Chocolate that’s 99% carbon free... but costs you a packet!
NIBBLING on a bar of chocolate might be a naughty treat – but now there is at least one less reason to feel guilty.
A new brand being stocked at the upmarket London store Fortnum & Mason claims to be the first to have virtually no adverse effect on the environment.
Sailboat Chocolate is said to be the 99 per cent free of carbon emissions – although the downside is that it costs more than £8 (€8.86) for a small bar.
The cocoa beans originate in a rainforest in Grenada in the Caribbean, where they are processed in a solar-powered factory. The resultant 25kg slabs of chocolate then cross the Atlantic in a 77-year-old 100ft brigantine – a twomasted Dutch sailing ship – called Tres Hombres.
The reason the chocolate isn’t fully carbon-free is because the vessel needs to carry a supply of fuel in case of emergency.
After a 6,500km journey taking up to eight weeks, the cargo eventually lands at Carlingford Lough in Co. Louth. It is then transported by rowing boat and horse and cart Neary Nogs in Newry, the oldest chocolatiers in Ireland, where staff break up the giant slabs, put them through a further production process in another solarpowered factory and then package them in recyclable, biodegradable materials.
From there, the bars are taken by another sailboat to Bangor in North Wales and, finally, driven to Fortnum & Mason’s Piccadilly store in a fleet of electric vans.
There, the ‘royal grocer’ is selling the chocolate at £24.95 (€27.66) for three 60g pouches, each with a different concentration of the Trinitario cocoa.
Sophie Young, a buyer for the shop, which was founded in 1707 by one of Queen Anne’s footmen but is now owned by an investment fund, said the chocolate was ‘showcasing our values in an innovative way’.
Shipping is responsible for around 2.5% of global carbon emissions, and a 2018 study found that the UK chocolate industry produces about
2.1 million tons of greenhouse gases a year – the same as a city the size of Belfast. Farmers who grow the cocoa beans in Grenada are also paid a reported 65% above the market price, while factory workers get double the going rate.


The copy you print must match the listing exactly, with its pictures removed.

/---

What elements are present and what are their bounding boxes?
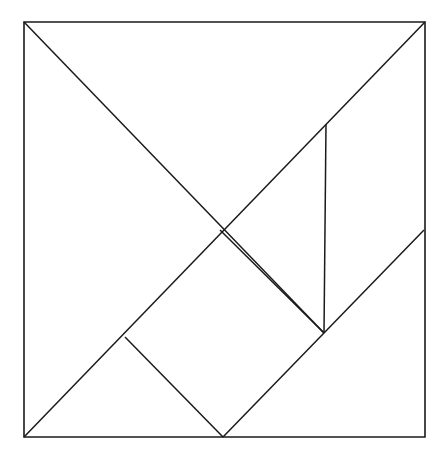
tangram-canvas [0, 0, 445, 460]
tangram-drawing [0, 0, 445, 460]
paper-background [0, 0, 445, 460]
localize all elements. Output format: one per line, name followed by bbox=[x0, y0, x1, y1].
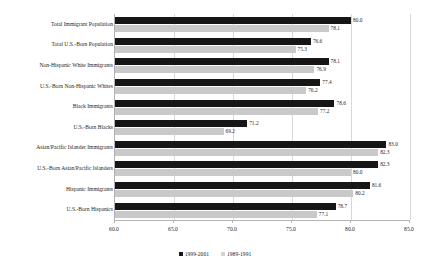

\---

#### OUTPUT FOR THIS TASK:
What elements are present and what are their bounding boxes?
tangram-canvas [0, 0, 445, 460]
tangram-drawing [0, 0, 445, 460]
paper-background [0, 0, 445, 460]
localize all elements. Output format: one per line, name followed by bbox=[x0, y0, x1, y1].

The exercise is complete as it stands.